360Loc: A Dataset and Benchmark for Omnidirectional Visual Localization with Cross-device Queries

TL;DR

360Loc is the first dataset and benchmark for cross-device omnidirectional visual localization, providing ground-truth 6DoF poses for 360° reference imagery and cross-device queries from pinhole, fisheye, and 360° cameras. It introduces a practical 360° mapping pipeline that fuses LiDAR with 360° imagery to generate accurate ground truth, and a virtual camera framework to generate lower-FoV query views from 360° data for fair cross-device comparisons. The benchmark thoroughly evaluates both feature-matching-based methods and absolute pose regressors, showing that omnidirectional data improves localization in challenging, symmetric environments and that virtual-camera augmentation reduces cross-device domain gaps, enhancing generalization. The results offer new insights into 360° mapping, cross-device localization, and the role of FoV in retrieval, matching, and regression-based localization, with practical impact for robotics, AR, and large-scale environment modeling.

Abstract

Portable 360 cameras are becoming a cheap and efficient tool to establish large visual databases. By capturing omnidirectional views of a scene, these cameras could expedite building environment models that are essential for visual localization. However, such an advantage is often overlooked due to the lack of valuable datasets. This paper introduces a new benchmark dataset, 360Loc, composed of 360 images with ground truth poses for visual localization. We present a practical implementation of 360 mapping combining 360 images with lidar data to generate the ground truth 6DoF poses. 360Loc is the first dataset and benchmark that explores the challenge of cross-device visual positioning, involving 360 reference frames, and query frames from pinhole, ultra-wide FoV fisheye, and 360 cameras. We propose a virtual camera approach to generate lower-FoV query frames from 360 images, which ensures a fair comparison of performance among different query types in visual localization tasks. We also extend this virtual camera approach to feature matching-based and pose regression-based methods to alleviate the performance loss caused by the cross-device domain gap, and evaluate its effectiveness against state-of-the-art baselines. We demonstrate that omnidirectional visual localization is more robust in challenging large-scale scenes with symmetries and repetitive structures. These results provide new insights into 360-camera mapping and omnidirectional visual localization with cross-device queries.
Paper Structure (25 sections, 10 equations, 10 figures, 17 tables)

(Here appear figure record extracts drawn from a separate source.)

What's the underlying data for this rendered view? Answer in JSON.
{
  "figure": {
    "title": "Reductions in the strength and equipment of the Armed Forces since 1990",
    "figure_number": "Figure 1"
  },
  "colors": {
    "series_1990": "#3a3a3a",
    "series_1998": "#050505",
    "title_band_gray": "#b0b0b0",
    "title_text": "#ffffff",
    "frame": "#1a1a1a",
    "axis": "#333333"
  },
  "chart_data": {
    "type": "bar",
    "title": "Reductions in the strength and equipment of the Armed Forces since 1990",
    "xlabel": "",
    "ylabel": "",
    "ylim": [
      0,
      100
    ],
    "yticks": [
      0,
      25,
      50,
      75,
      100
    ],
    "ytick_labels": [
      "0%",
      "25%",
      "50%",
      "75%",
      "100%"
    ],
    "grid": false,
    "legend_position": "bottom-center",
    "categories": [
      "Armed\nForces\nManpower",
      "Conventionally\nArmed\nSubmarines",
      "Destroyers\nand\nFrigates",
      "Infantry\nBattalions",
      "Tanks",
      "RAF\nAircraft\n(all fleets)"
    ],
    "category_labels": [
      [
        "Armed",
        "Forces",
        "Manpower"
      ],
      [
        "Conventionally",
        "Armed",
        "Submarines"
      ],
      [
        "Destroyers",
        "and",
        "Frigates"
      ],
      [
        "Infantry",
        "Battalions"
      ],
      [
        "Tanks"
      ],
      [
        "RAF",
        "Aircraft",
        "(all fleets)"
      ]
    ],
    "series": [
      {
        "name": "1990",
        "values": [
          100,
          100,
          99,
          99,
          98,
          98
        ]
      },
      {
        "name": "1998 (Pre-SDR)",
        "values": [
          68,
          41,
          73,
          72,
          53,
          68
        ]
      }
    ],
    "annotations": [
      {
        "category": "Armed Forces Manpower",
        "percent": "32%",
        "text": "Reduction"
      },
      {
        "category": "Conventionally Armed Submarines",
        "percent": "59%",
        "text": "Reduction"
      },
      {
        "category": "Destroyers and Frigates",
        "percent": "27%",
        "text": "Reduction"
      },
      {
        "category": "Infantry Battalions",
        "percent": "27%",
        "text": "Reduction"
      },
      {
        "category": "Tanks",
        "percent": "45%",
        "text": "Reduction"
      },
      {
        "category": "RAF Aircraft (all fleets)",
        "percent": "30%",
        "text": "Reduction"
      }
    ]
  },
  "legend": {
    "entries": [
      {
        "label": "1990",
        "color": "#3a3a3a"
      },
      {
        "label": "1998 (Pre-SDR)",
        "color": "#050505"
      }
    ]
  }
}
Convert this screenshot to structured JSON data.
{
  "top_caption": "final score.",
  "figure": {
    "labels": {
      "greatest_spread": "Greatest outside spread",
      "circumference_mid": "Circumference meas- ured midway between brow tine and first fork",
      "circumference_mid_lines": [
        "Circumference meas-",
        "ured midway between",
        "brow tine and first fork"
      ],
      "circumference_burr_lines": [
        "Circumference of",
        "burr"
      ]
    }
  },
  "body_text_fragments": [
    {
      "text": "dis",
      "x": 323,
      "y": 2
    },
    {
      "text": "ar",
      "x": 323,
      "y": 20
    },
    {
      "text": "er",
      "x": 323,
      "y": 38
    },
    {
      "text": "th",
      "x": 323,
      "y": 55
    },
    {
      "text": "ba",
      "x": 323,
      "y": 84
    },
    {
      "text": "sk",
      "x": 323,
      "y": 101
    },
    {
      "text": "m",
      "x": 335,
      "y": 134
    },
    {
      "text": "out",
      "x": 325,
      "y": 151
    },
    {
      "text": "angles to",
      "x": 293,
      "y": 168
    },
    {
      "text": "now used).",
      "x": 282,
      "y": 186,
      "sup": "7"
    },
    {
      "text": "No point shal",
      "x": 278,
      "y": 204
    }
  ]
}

This paper contains 25 sections, 10 equations, 10 figures, 17 tables.

Figures (10)

  • Figure 1: Overview of dataset collection and ground truth generation: 1) Use the platform to collect 360$^\circ$ images and frame-by-frame point clouds. Obtain real-time camera poses; 2) Apply optimization methodology to achieve data registration, resulting in a globally reconstructed point cloud model. Then, align the models in daytime and nighttime to get consistent poses; 3) Perform cropping to get virtual camera images and generate corresponding depth images. As a result, 360Loc takes advantage of 360$^\circ$ images for efficient mapping while providing query images in five different camera models in order to analyze the challenge of cross-domain visual localization.
  • Figure 2: The four scenes in 360Loc, all four scenes contain symmetrical, repetitive structures and moving objects. The camera trajectories are visualized as spheres.
  • Figure 3: Illustration of obtaining virtual camera images through random poses and image cropping.
  • Figure 4: Overview of GT generation.
  • Figure 5: The average of median translation/rotation errors in ($m/^\circ$) over 4 scenes.